Now starting Do Travel Writers Go To Hell? by Thomas Kohnstamm. I found this after reading a comment at Reddit that described the 2010s as "the golden age of travelling". That struck me as wrong, I'm not keen on travelling but I would imagine the golden age of travelling to be somewhere around the time that the Lonely Planet books were being written, and maybe the first generation of travellers who were inspired by those books, ie. before everyone went to the same places via the same routes to do the same things with the same people who'd all got the same ideas from the same books (at this point even I've heard about Khao San Road and I've never entertained any thoughts of going there). People used to drive or even hitchhike across the continents to reach Aghanistan and Nepal where they would meet and interact with Afghanis and Nepalese. Then they'd travel back with a van stuffed full of trade goods (and contraband). Now they stack discounts they heard about online to get a cheap flight direct to BackpackerVille and come back with credit card debt, and still call it "travelling" when it seems to me more like a hipster variety of basic tourism. That got me looking into the history of the Lonely Planets books and I came across DTWGTH. The blurb for the book bills it as a behind-the-scenes expose of the production of the kind of travel writing that contributed to the Loney Planet series, albeit it was written in 2007.
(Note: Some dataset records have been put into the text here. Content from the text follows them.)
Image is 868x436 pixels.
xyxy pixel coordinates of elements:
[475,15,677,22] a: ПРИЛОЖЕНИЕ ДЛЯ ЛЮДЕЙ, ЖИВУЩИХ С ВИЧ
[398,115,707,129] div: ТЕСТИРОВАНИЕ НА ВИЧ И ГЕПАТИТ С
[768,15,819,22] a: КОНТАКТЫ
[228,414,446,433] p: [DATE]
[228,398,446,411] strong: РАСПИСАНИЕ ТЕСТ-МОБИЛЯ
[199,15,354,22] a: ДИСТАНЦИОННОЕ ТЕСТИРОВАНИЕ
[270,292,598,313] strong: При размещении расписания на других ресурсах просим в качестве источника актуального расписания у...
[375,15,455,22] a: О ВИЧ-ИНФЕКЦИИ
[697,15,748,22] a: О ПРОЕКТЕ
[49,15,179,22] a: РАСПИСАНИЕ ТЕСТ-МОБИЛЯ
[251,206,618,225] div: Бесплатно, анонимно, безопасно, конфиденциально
Right, I hadn't considered how old the xb360 is. My last console was a PS1, after that I tuned out of the console scene entirely and largely out of PC gaming too until I picked this up around 2017. And my wifi dongle benefits from over a decade of improvements to wifi tech in an era when almost everything including the kitchen sink gained wifi, so not a fair comparison. Makes sense.
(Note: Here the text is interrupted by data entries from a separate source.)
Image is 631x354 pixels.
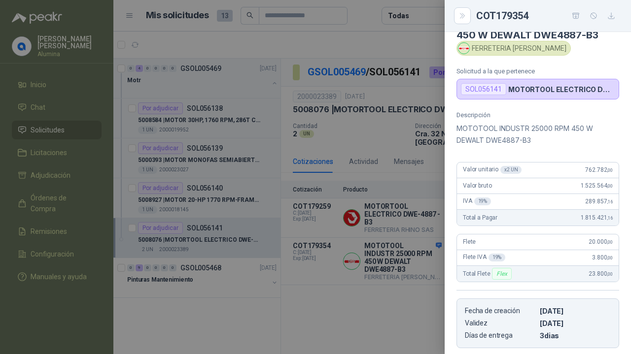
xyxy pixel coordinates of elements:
span: IVA [463,198,491,206]
p: [DATE] [540,319,611,328]
div: SOL056141 [461,83,506,95]
span: Total a Pagar [463,214,497,221]
div: COT179354 [476,8,619,24]
span: Flete IVA [463,254,505,262]
span: ,00 [607,168,613,173]
div: FERRETERIA [PERSON_NAME] [456,41,571,56]
span: 20.000 [588,239,613,245]
p: MOTOTOOL INDUSTR 25000 RPM 450 W DEWALT DWE4887-B3 [456,123,619,146]
span: Total Flete [463,268,514,280]
p: Validez [465,319,536,328]
span: ,00 [607,240,613,245]
p: Solicitud a la que pertenece [456,68,619,75]
p: [DATE] [540,307,611,315]
button: Close [456,10,468,22]
div: x 2 UN [500,166,521,174]
p: Fecha de creación [465,307,536,315]
span: ,16 [607,215,613,221]
span: 1.815.421 [581,214,613,221]
img: Company Logo [458,43,469,54]
p: 3 dias [540,332,611,340]
span: Valor unitario [463,166,521,174]
span: ,00 [607,255,613,261]
span: 1.525.564 [581,182,613,189]
span: ,00 [607,183,613,189]
span: 289.857 [585,198,613,205]
span: Valor bruto [463,182,491,189]
span: 762.782 [585,167,613,173]
p: Días de entrega [465,332,536,340]
span: 23.800 [588,271,613,277]
span: 3.800 [592,254,613,261]
p: Descripción [456,111,619,119]
span: Flete [463,239,476,245]
div: 19 % [488,254,506,262]
div: 19 % [474,198,491,206]
p: MOTORTOOL ELECTRICO DWE-4887 -B3 [508,85,615,94]
span: ,00 [607,272,613,277]
span: ,16 [607,199,613,205]
div: Flex [492,268,511,280]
That's reassuring about the new fuse. I did match the original spec (250mA) despite some commenters on the fix-it page I was following suggesting using a higher rating. Better safe albeit with another blown fuse than sorry with a fried receiver.

Appreciate your sharing some details of the manufacturing trade-offs. It's more the size of the thing that baffles me, although it did make it much easier to work on. Okay there's a large antenna in there, but that just raises the question of why the antenna is larger than the antenna in a wifi dongle? And why add a 2m cable for a wireless dongle? Anyone who needs the extension could use an extension lead.

I'd also be interested in any speculation for why the fuse failed. As you say I had left it plugged in when I wasn't using it (I don't anymore), and even though I now have 9 extra spare fuses on hand I'd prefer to avoid any need to repeat that type of soldering. Other than loose connections I've never had any other USB devices fail whether they're high draw like charging a battery or low draw like a USB stick, or a wired controller.

I have a Microsoft wireless Xbox360 controller I bought to use with emulators on my PC. I very rarely game so it sat around for a couple of years, and when I came to use it again the dongle was dead. The giant dongle. The giant dongle with the ~2m wire (why?!). I have a wifi dongle that is barely larger than the USB port it plugs into and that can handle bi-directional network speed data transmitted to the other end of the house, but a receiver for what amounts to little more than single key presses sent from the chair towards the screen has to be the size of a 240V wall plug for some reason.

Anyway after a little reading around I prised open the giant dongle's case and replaced the microscopic fuse component (why use such a small component when there's so much space?) and restored it to working order. Apparently this is a common fault. Imagine how many people have resorted to just binning it and buying another. Probably not many at the price they charge, the size they make it, and the frequency with which it breaks.

Naming it Really Simple Syndication was a disaster by emphasising publishing instead of consuming. Meanwhile semi-nonsense names like Digg, Tumblr and D.e.Lic....iO.u..s ate its lunch.

If they'd just named it Really Simple Subscription instead...

We traded the spices to pay for tea and sugar. Priorities!